I mentioned the book earlier on the blog, before I decided for sure that it was going to be next.  But it definitely is.   It will be about the oral traditions of Jesus in circulation in the years before the Gospels were written.

So, just to give a bit of background — a review for some of you and new information for probably some others.    Scholars have long held that Mark was the first of our Gospels to be written, and that it probably appeared sometime around the year 70 CE.  Some scholars think it might have been a bit before that (I used to think that); more scholars think that it might have been a bit after.  But almost everyone agrees that Mark dates to around the end of the Jewish War (66-70 CE).  The only ones who consistently have argued otherwise are fundamentalists and very conservative evangelicals, who very much want Mark, our earliest Gospel, to be closer to the time of Jesus.

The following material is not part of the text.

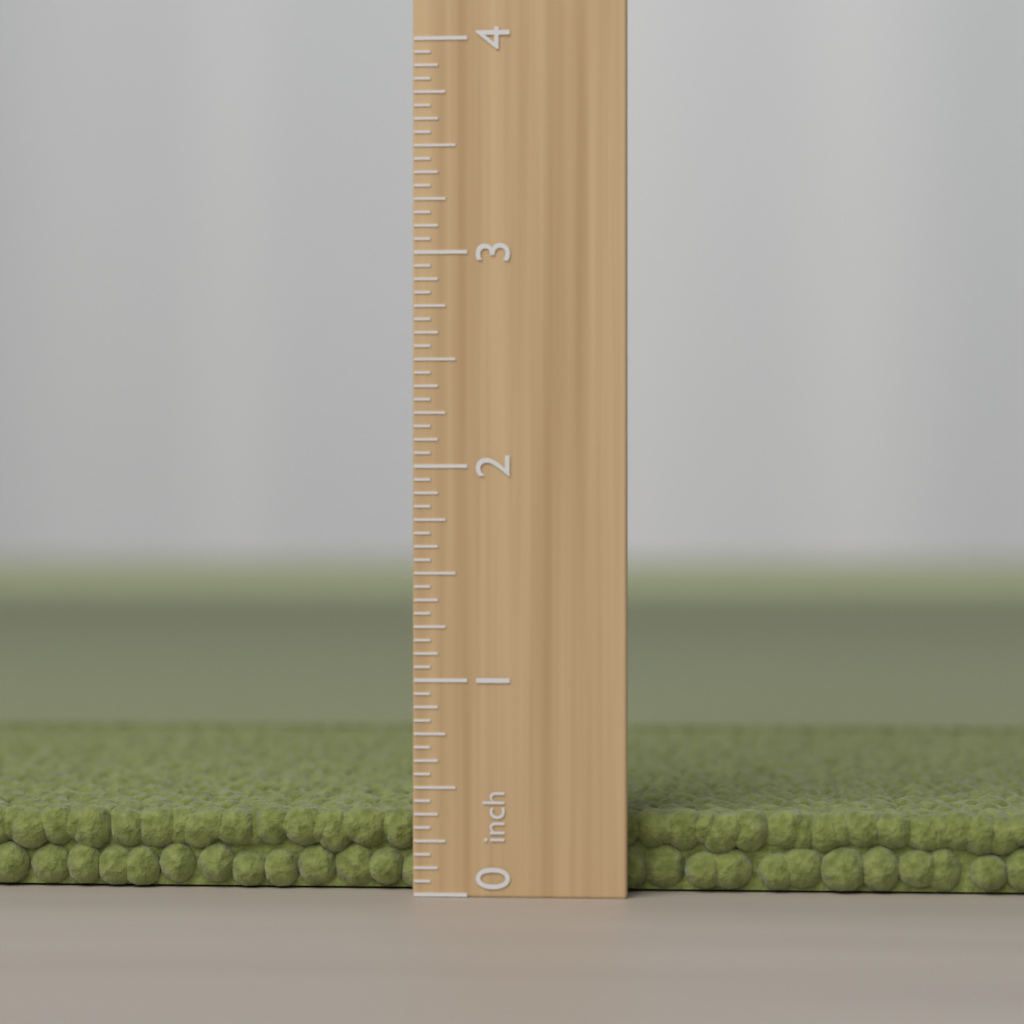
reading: 0.3750 inch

Maybe some time on the blog I’ll explain why 70 CE seems like a plausible date.   For now, let’s just say that this is the virtually consensus view among critical scholars.   The last Gospel has traditionally been thought to be John, and it is normally dated to 90 or 95 CE.   Matthew and Luke then were probably somewhere between these two (since they used Mark and must date after 70 CE, but seem to be older than John and so must be earlier than 90 CE) – so say 80 or 85 CE.

What is striking, and what I have long emphasized in my writings, is that time gap between the death of Jesus in 30 CE and the first accounts of his life in 70-95 CE.   It’s a gap (for those who are mathematically challenged) of 40-65 years.

And so the question is, what was happening during all those years to the stories being told about Jesus?   The Gospel writers themselves do not claim to have been disciples of Jesus, and do not claim to be eyewitnesses of the events they narrate, and do not claim (contrary to what a lot of people seem to think, largely by not reading the texts  in question carefully enough) to have derived their stories directly from eyewitnesses.   The Gospels were written anonymously, in different parts of the world from where Jesus lived, in a different language from the one Jesus used, four and more decades after Jesus died.  So where did they get their stories?

They got them from oral traditions about Jesus that had been in circulation over all that time, in different languages (at least Aramaic and Greek) in different places in different contexts.

All that is well known, and I’ve written about it before.